What follows is a quote from ‘Snow Crash’ that has multiple levels of meaning when applied to the entire book: “She’s a woman, you’re a dude. You’re not supposed to understand her. That’s not what she’s after…She doesn’t want you to understand her. She knows that’s impossible. She just wants you to understand yourself. Everything else is negotiable.”

‘Snow Crash’ is a cyberpunk novel written by Neal Stephenson and published in 1992. While the novel did not win a major science fiction award, it made Time magazine’s list of 100 best English-language novels from 1923 to 2005.

The setting is the Los Angeles area, though technically it does not exist as a city in this future. Most government functions have been taken over by hyper-corporate entities that make their own laws. The only government organizations left don’t serve a concrete purpose. They exist only to reduce unemployment; penultimate bureaucracies.

The story follows the exploits of the freelance hacker Hiro Protagonist as he loses his job as a pizza delivery driver for the Mafia (even this organization is hyper-corporate) and joins forces with a skateboard courier girl named Y.T. They plan to sell data to a for-profit version of the CIA.

Hiro and Y.T. learn of a new virus called “Snow Crash” that can affect computers and offline meat-brains. The main villain who is actively spreading the virus is the fiber-optics monopolist L. Bob Rife. The virus spreads through meatspace by changing the brain’s language centers at a basic level, and uses ancient Sumerian language tricks to reset the brain to a more primitive state.

The novel is one of the best satiric books in science fiction and in all of English literature. Some parts of it remind me of the satire in Kurt Vonnegut’s ‘Slaughterhouse Five.’ The following quote by Time critic Lev Grossman about Vonnegut’s novel could also be applied to ‘Snow Crash’: “Slaughterhouse-Five is a cynical novel, but beneath the bitter, grim-jawed humor is a desperate, painfully honest attempt to confront the monstrous crimes of the 20th century.”

Stephenson was prophetic with his corporate satire. The mostly unrestrained power of corporations that began its march in the 80’s with Reaganomics has not been challenged much until the start of the 21st century, with major regulatory changes following the Enron/WorldCom debacle in 2001 and the housing/credit crisis that began in 2006. These events were triggered by a corporate-owned financial system that held too many cards in the deck.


● **AIM OF THE EXERCISE**:
Among these records, which lines include "header"? Copy them out.

● **ENTRIES SUPPLIED**:
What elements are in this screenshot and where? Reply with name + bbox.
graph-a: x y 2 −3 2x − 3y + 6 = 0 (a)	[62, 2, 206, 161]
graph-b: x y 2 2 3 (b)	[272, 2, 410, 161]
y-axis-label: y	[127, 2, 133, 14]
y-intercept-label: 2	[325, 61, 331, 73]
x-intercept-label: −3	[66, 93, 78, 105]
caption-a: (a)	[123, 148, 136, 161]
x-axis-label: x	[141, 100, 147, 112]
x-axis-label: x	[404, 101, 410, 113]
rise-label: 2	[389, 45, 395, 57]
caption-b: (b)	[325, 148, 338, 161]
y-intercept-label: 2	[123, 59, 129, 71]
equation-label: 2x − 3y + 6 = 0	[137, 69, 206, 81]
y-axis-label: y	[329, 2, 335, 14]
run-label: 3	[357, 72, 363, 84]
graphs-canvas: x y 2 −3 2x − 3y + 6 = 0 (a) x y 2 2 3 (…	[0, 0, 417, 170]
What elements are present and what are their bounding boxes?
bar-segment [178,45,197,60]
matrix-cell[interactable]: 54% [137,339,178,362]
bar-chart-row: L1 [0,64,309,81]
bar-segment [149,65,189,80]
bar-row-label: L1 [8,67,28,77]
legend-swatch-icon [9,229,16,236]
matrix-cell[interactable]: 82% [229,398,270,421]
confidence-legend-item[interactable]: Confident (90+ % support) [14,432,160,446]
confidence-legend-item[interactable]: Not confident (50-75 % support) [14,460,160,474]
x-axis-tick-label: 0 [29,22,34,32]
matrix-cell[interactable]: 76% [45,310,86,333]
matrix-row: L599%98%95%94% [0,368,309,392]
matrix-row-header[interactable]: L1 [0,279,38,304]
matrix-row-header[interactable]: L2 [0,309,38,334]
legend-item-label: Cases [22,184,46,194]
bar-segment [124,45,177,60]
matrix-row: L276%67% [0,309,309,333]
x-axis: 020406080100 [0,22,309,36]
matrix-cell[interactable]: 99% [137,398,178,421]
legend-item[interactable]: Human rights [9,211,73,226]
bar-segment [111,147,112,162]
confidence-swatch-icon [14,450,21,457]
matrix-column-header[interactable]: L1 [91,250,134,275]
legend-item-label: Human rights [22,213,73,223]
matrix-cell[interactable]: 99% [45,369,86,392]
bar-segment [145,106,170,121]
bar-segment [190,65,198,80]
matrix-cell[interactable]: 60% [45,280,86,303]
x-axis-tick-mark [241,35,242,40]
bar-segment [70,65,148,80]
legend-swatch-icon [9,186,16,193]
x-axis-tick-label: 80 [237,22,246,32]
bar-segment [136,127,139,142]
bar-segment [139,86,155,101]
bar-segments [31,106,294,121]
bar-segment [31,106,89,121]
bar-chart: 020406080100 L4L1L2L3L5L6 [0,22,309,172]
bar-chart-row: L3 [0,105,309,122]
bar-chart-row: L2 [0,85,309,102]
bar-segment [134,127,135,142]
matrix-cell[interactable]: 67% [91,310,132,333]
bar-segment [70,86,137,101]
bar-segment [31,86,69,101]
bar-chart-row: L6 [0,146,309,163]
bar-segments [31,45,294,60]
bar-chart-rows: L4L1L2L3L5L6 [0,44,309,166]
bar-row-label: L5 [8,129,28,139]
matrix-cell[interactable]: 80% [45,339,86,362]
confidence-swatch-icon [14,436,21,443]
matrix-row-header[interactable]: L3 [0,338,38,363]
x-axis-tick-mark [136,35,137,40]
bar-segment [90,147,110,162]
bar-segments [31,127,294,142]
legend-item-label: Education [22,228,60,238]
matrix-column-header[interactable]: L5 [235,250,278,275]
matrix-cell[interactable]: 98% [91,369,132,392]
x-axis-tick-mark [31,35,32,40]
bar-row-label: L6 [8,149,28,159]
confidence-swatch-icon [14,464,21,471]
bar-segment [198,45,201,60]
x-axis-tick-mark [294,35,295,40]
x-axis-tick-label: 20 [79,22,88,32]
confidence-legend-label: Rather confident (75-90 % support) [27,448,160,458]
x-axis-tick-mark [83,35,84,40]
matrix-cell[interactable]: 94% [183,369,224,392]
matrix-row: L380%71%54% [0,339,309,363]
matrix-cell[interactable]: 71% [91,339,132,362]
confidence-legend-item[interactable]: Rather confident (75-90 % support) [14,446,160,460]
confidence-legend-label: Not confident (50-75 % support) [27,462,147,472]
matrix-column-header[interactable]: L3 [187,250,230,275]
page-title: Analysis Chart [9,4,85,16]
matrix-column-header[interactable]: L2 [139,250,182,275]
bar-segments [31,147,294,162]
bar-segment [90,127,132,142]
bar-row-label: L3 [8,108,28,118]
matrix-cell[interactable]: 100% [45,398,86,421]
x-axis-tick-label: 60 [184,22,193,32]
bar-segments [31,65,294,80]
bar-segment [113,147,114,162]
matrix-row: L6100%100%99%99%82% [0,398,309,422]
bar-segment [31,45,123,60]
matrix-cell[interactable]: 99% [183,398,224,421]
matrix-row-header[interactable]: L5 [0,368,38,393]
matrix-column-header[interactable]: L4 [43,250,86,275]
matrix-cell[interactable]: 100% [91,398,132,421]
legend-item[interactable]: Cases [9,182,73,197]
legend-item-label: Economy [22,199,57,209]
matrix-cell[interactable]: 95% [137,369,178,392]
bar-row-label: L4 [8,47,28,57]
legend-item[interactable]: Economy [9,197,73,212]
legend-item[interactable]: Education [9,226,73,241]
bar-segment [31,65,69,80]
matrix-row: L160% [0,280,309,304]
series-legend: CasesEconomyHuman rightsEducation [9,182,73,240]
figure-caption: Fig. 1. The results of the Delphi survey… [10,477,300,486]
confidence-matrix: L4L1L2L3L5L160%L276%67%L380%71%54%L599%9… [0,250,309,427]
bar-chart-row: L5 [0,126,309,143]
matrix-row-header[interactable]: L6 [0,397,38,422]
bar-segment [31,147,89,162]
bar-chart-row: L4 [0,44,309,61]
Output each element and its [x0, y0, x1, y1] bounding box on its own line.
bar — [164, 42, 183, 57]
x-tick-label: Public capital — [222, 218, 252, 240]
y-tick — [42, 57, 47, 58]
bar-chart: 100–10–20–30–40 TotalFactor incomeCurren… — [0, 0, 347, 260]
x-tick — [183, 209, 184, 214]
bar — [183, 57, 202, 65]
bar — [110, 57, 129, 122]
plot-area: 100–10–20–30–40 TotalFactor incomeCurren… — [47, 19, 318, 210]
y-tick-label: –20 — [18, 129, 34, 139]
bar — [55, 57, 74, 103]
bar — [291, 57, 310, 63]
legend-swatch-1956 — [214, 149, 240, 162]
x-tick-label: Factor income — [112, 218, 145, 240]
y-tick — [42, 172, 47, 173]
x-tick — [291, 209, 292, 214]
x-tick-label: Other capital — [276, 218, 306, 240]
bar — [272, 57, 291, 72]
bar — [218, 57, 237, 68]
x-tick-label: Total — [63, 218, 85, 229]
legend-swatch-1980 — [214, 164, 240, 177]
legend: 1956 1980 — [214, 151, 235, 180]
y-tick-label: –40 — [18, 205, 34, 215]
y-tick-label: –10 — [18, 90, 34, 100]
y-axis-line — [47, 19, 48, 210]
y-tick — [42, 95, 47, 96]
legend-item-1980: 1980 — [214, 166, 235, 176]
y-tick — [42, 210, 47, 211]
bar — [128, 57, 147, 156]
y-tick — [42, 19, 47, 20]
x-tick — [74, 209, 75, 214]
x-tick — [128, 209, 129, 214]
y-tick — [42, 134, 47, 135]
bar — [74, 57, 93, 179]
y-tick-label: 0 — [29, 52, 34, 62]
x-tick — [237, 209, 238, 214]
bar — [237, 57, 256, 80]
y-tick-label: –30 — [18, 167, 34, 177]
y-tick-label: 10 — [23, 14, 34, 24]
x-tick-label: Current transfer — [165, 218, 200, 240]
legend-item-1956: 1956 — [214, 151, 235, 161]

● **SOLUTION BELOW**:
matrix-row-header[interactable]: L1 [0,279,38,304]
matrix-row-header[interactable]: L2 [0,309,38,334]
matrix-column-header[interactable]: L1 [91,250,134,275]
matrix-row-header[interactable]: L3 [0,338,38,363]
matrix-column-header[interactable]: L5 [235,250,278,275]
matrix-column-header[interactable]: L3 [187,250,230,275]
matrix-column-header[interactable]: L2 [139,250,182,275]
matrix-row-header[interactable]: L5 [0,368,38,393]
matrix-column-header[interactable]: L4 [43,250,86,275]
matrix-row-header[interactable]: L6 [0,397,38,422]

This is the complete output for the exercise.